Questions like this do touch the nerve of the film's logical consistency.
In our normal, non-inverted timeflow, when you shoot a wall/glass, the resulting hole remains in it indefinitely and only gets worse with time. It will eventually get buried/destroyed after the building gets demolished. The hole will not magically self-heal / disappear.
In Tenet's inverted timeflow the laws of physics are deemed to be all the same. It's just the entropy/time that flows in the opposite direction. So, there should be no reasons to presume that the behaviour of a bullet hole shot by an inverted round would be any different in its timeflow. Like with a normal bullet hole, it should be worsening with its time going forwards (ours backwards), not self-healing.
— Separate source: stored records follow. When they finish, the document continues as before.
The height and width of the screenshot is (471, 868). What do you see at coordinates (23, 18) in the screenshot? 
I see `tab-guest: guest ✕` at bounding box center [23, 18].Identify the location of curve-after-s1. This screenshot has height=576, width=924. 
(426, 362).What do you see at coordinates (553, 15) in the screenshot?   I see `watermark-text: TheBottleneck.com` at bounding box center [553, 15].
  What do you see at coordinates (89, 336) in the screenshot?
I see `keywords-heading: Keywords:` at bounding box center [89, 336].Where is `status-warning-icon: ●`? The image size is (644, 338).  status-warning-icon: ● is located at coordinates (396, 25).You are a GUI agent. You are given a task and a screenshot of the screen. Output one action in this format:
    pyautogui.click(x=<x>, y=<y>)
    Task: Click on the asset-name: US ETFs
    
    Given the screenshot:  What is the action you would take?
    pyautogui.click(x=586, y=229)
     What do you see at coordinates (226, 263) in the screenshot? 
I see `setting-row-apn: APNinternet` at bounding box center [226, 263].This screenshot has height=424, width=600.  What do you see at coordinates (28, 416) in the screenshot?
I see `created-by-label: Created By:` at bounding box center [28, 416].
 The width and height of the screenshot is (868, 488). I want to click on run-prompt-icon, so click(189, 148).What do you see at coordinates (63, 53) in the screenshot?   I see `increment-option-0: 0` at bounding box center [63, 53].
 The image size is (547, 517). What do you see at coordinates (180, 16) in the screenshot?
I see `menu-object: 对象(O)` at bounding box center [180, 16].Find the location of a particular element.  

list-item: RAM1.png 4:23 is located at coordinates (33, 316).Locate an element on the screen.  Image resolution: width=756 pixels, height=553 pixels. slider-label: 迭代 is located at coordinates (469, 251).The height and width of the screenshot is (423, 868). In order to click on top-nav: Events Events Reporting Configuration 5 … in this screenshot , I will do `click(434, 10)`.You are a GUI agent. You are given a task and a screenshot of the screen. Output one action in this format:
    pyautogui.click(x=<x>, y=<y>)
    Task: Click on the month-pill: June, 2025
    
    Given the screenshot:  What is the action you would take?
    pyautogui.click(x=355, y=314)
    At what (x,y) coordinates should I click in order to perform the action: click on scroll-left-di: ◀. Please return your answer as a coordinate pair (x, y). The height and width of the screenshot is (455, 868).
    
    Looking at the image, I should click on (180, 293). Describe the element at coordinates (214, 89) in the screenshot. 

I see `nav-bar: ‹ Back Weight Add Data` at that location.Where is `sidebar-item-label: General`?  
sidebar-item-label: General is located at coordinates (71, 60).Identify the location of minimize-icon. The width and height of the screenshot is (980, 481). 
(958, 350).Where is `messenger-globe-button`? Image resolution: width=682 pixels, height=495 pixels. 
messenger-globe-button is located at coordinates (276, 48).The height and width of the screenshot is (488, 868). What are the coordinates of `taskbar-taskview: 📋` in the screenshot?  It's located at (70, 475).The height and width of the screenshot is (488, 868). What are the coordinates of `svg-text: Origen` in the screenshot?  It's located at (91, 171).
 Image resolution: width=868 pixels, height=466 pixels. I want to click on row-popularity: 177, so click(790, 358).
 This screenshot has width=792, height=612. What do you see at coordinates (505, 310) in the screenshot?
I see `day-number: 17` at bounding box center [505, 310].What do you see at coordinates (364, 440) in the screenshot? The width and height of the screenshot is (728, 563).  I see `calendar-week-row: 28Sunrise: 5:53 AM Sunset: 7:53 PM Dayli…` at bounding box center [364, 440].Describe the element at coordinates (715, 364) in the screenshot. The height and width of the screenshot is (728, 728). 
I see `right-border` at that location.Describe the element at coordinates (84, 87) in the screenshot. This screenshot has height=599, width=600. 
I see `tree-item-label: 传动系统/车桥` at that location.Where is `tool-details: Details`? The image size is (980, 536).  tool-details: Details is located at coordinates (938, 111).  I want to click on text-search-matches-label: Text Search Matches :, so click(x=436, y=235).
What that means is that, logically, the hole got formed it its worst/oldest state in the glass right when it was solidifying from liquid silica at the glass factory. Yes it was essentially a factory-made flaw/defect which, for whatever reasons, was ignored by the factory's QA, glass supply chain, the builders and the Freeport vault staff all the way along. Think they all were on Tenet's payroll or whatever.
Like Barbara said to the Protagonist: "Don't try to understand it. Feel it". I don't think Christopher Nolan intended to make it completely logically consistent and making sense. It's just supposed to be a "wow" to impress the majority of viewers who will simply say "Ingenious! Let's go see it again, maybe we'll understand some more".